The bread clip is what holds that bag closed.
 

Vaeran

(GRUNTING)
(he/him)
I knew that milk comes in bags in Canada.

I did not know that milk comes in bags in bags in Canada.
 

Büge

Arm Candy
(she/her)
There's even a tool specifically designed for opening milk bags. It's called a "Snippit".

the-Snippit_gal3_DS-1.jpg


It's got a hook on the front, if you like to hang it from the milk pitcher that the bag sits in, and a magnet on the back, for keeping it on the fridge.
 

Zef

Find Your Reason
(He/Him)
I feel we're approaching the horizon of "There has to be a better way!" TV ads.
 

Violentvixen

(She/Her)
What bread doesn't use those plastic tags? Do I have analog bread and I didn't know? Am in bread beta?

Also my spouse never puts them back on the bread bag and it's weird. Where else would it go? Just put it back!
 

karzac

(he/him)
I feel we're approaching the horizon of "There has to be a better way!" TV ads.

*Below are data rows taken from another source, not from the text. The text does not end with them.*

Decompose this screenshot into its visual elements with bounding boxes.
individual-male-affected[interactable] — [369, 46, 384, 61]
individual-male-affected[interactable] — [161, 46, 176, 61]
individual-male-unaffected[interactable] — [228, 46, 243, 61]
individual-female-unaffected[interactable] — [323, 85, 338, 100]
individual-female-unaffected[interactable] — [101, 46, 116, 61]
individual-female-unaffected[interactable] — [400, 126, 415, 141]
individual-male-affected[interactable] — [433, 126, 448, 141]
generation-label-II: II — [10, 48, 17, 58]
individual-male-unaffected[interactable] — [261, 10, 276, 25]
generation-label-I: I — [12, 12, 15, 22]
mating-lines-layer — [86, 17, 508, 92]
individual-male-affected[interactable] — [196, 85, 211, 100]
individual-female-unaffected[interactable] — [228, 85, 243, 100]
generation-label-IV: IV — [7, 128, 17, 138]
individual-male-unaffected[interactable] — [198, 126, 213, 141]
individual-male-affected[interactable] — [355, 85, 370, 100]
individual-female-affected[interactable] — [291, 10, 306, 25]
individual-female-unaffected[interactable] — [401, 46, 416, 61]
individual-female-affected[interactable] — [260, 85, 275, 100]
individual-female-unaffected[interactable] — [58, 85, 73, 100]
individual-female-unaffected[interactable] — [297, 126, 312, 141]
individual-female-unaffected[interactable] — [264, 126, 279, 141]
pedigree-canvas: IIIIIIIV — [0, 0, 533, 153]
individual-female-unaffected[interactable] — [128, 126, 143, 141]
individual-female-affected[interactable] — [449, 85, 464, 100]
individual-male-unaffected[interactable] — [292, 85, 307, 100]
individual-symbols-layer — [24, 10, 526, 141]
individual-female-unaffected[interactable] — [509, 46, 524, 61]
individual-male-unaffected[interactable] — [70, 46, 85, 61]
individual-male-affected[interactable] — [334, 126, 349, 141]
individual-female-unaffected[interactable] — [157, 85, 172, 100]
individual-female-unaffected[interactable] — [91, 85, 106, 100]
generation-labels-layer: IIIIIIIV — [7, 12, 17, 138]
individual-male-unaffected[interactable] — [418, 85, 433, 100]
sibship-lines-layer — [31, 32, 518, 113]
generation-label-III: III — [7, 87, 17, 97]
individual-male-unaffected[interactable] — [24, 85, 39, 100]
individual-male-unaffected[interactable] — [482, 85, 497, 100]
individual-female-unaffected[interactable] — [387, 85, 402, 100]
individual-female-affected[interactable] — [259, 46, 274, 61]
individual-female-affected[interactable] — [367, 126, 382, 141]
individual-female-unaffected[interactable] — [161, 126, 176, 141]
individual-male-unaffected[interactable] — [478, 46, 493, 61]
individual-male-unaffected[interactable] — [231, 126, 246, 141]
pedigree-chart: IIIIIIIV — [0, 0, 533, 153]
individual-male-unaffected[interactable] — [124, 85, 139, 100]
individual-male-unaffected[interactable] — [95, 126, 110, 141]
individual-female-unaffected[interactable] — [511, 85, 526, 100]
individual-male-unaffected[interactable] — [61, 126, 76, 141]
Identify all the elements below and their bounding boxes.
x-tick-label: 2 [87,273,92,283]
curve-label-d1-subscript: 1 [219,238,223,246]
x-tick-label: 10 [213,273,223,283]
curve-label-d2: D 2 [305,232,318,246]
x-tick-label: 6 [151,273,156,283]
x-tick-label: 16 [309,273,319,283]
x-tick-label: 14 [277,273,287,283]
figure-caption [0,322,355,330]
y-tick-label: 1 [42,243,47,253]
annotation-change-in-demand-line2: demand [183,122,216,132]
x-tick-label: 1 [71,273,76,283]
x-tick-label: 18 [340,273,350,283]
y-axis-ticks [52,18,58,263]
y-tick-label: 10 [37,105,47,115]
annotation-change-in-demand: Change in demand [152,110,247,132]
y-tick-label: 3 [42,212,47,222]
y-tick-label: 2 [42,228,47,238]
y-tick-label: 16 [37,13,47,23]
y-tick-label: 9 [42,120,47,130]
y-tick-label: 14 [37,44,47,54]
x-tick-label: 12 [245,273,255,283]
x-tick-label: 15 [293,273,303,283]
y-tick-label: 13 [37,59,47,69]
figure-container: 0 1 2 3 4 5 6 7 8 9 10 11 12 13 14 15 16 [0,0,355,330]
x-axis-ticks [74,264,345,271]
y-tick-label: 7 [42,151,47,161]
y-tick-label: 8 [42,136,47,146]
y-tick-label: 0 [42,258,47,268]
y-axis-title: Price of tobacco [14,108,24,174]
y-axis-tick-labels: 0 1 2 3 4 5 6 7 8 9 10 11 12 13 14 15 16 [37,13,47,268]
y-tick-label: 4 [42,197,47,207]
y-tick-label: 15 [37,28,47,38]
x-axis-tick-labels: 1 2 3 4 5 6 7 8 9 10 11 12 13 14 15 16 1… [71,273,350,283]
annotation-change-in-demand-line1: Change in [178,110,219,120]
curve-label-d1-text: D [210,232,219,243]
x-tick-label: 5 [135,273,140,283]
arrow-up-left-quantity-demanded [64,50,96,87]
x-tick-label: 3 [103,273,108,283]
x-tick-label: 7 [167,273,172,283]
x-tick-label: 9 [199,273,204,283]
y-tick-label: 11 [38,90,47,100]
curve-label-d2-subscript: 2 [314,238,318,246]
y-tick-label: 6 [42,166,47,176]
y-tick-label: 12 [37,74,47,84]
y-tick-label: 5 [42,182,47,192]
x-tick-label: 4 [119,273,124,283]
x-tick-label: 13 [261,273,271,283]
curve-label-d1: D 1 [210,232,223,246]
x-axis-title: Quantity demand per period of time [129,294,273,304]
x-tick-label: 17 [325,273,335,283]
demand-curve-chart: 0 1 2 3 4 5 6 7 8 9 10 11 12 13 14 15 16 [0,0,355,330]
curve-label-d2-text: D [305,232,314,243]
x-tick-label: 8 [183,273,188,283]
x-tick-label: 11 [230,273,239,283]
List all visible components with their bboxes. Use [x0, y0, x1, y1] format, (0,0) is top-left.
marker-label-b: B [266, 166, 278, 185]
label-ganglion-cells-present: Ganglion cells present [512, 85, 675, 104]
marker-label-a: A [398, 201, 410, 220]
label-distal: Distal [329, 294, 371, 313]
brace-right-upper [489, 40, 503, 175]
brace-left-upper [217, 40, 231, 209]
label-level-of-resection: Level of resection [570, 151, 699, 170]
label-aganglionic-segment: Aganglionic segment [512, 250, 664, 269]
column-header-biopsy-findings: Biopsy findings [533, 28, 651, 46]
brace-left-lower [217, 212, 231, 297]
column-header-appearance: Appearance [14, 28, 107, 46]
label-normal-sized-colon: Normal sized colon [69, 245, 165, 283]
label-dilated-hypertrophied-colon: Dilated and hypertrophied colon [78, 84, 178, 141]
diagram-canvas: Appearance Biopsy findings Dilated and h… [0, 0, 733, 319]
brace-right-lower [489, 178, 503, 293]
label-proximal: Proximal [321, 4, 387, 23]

I will say, bagged milk is super handy when working in a cafe. You go through such a high volume of milk, and it's nice that the empty bags take up very little space. I shudder to think of the number of cartons American cafes go through,and having to break them all down
 

Torzelbaum

????? LV 13 HP 292/ 292
(he, him, his)
What bread doesn't use those plastic tags? Do I have analog bread and I didn't know? Am in bread beta?

Also my spouse never puts them back on the bread bag and it's weird. Where else would it go? Just put it back!
Cyber-Bread

Bread 2.0*

*The actual version we're on is probably way higher.
 

Zef

Find Your Reason
(He/Him)
What bread doesn't use those plastic tags? Do I have analog bread and I didn't know? Am in bread beta?
My bread brand brought twist ties to bear, recently. They used to do tags, but a few months ago they traded for paper-covered wire ties (as opposed to the plastic-covered kind) and I find them much more useful, since I can then repurpose them for use around the house.

I will say, bagged milk is super handy when working in a cafe. You go through such a high volume of milk, and it's nice that the empty bags take up very little space. I shudder to think of the number of cartons American cafes go through,and having to break them all down

OK, yeah, I can see that. It's easier to collect cartons for recycling in your household, while you'd have to try to group bags together with something else before tossing. I can definitely see how a business gets much more use out of bags.
 

Johnny Unusual

(He/Him)
What bread doesn't use those plastic tags? Do I have analog bread and I didn't know? Am in bread beta?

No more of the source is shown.